Citrix Application Delivery Controller (ADC) and Gateway– Remote Code Execution (CVE-2019-19781)

Overview

On December 17th, Citrix published an article reporting a vulnerability in Citrix Application Delivery Controller and Citrix Gateway leading to arbitrary code execution. The following product versions were affected:

·      Citrix ADC and Citrix Gateway version 13.0 all supported builds

·      Citrix ADC and NetScaler Gateway version 12.1 all supported builds

·      Citrix ADC and NetScaler Gateway version 12.0 all supported builds

·      Citrix ADC and NetScaler Gateway version 11.1 all supported builds

·      Citrix NetScaler ADC and NetScaler Gateway version 10.5 all supported builds


Citrix credited Mikhail Klyuchnikov of Positive Technologies, and Gianlorenzo Cipparrone and Miguel Gonzalez of Paddy Power Betfair plc but did not release any details regarding the vulnerability. Citrix provided an expected release date for patched versions with the earliest patched version expected to ship on 20th January, 2020. Citrix also provided steps to mitigate the vulnerability. The following mitigation steps were provided for a standalone system.


enable ns feature responder

add responder action respondwith403 respondwith "\"HTTP/1.1 403 Forbidden\r\n\r\n\""

add responder policy ctx267027 "HTTP.REQ.URL.DECODE_USING_TEXT_MODE.CONTAINS(\"/vpns/\") && (!CLIENT.SSLVPN.IS_SSLVPN || HTTP.REQ.URL.DECODE_USING_TEXT_MODE.CONTAINS(\"/../\"))" respondwith403

bind responder global ctx267027 1 END -type REQ_OVERRIDE

save config 


Vulnerability Analysis and Exploit POC

On 11th January, 2020, a group of security researchers from India, Project Zero India released a working POC exploiting the vulnerability. This release was shortly followed by other security researchers releasing their exploit POC and vulnerability scanners.


By analyzing the mitigation steps provided by Citrix, Security Researchers were able to figure out where the vulnerability lies and how to exploit it. The vulnerability can be exploited by an HTTP request that includes either ‘/vpns/’ or ‘/../’ in the URL. This directory traversal vulnerability is further affected by construction of an XML file by using unsanitized HTTP request headers. The application uses NSC_USER HTTP header to create an XML file. This allows an attacker to control the filename and the contents of the XML file.

Once an attacker is able to create an XML file on the vulnerable server, an attacker can use Perl Template Toolkit to parse the XML file to execute commands.

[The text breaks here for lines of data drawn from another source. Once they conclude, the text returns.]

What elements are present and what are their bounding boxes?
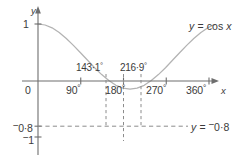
equation-function: cos [207, 20, 224, 32]
origin-label: 0 [25, 85, 31, 96]
angle-value-143-1: 143·1 [76, 62, 100, 73]
y-tick-label-minus-1: −1 [23, 133, 34, 145]
curve-equation-label: y = cos x [189, 21, 232, 32]
degree-sign-icon: ° [122, 84, 125, 93]
line-equation-value: 0·8 [214, 121, 229, 133]
degree-sign-icon: ° [77, 84, 80, 93]
cosine-curve [38, 24, 215, 89]
x-axis-arrow-icon [212, 78, 220, 84]
x-tick-value-360: 360 [186, 84, 203, 96]
degree-sign-icon: ° [100, 61, 103, 70]
annotation-angle-216-9: 216·9° [120, 62, 147, 73]
equation-argument: x [226, 20, 231, 32]
y-tick-value-1: 1 [28, 134, 34, 146]
degree-sign-icon: ° [203, 84, 206, 93]
x-tick-label-360: 360° [186, 85, 206, 96]
x-tick-value-90: 90 [66, 84, 77, 96]
annotation-angle-143-1: 143·1° [76, 62, 103, 73]
x-tick-value-180: 180 [105, 84, 122, 96]
degree-sign-icon: ° [144, 61, 147, 70]
y-tick-label-1: 1 [23, 19, 29, 30]
line-equation-label: y = −0·8 [191, 120, 229, 132]
x-tick-label-270: 270° [146, 85, 166, 96]
x-tick-value-270: 270 [146, 84, 163, 96]
y-axis-label: y [31, 6, 36, 16]
cosine-graph-figure: y x 1 0 −0·8 −1 90° 180° 270° 360° 143·1… [0, 0, 247, 161]
degree-sign-icon: ° [163, 84, 166, 93]
angle-value-216-9: 216·9 [120, 62, 144, 73]
x-tick-label-90: 90° [66, 85, 80, 96]
x-tick-label-180: 180° [105, 85, 125, 96]
x-axis-label: x [221, 86, 226, 96]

There are various exploits available online and a malicious first request would look like this:

Figure 1 : Initial request sent by an attacker. The RandomFileName in the NSC_USER header value is used to create an XML file.


A vulnerable server will create an XML file named RandomFileName (used in the NSC_USER header) in the /vpns/portal folder. Another GET request to this file location will result in command execution.

Figure 2 : If the attacker is able to successfully create the XML file, the command output will be visible by accessing this page.


Mitigation through Big-IP ASM


ASM customers under any supported BIG-IP version are already protected against this vulnerability. The exploitation attempt will be detected by existing signatures to detect “Directory Traversal and “Command Execution”.

Figure 3 : Exploitation attempt detected with existing Directory Traversal attempt signatures for header and POST content.



Figure 4 : Exploitation attempt detected with existing Command execution attempt signatures (uname for this example).


Furthermore, Big-IP ASM now has a dedicated signature to capture exploitation attempts against this vulnerability.

Figure 5 : Dedicated signature to detect exploit attempt.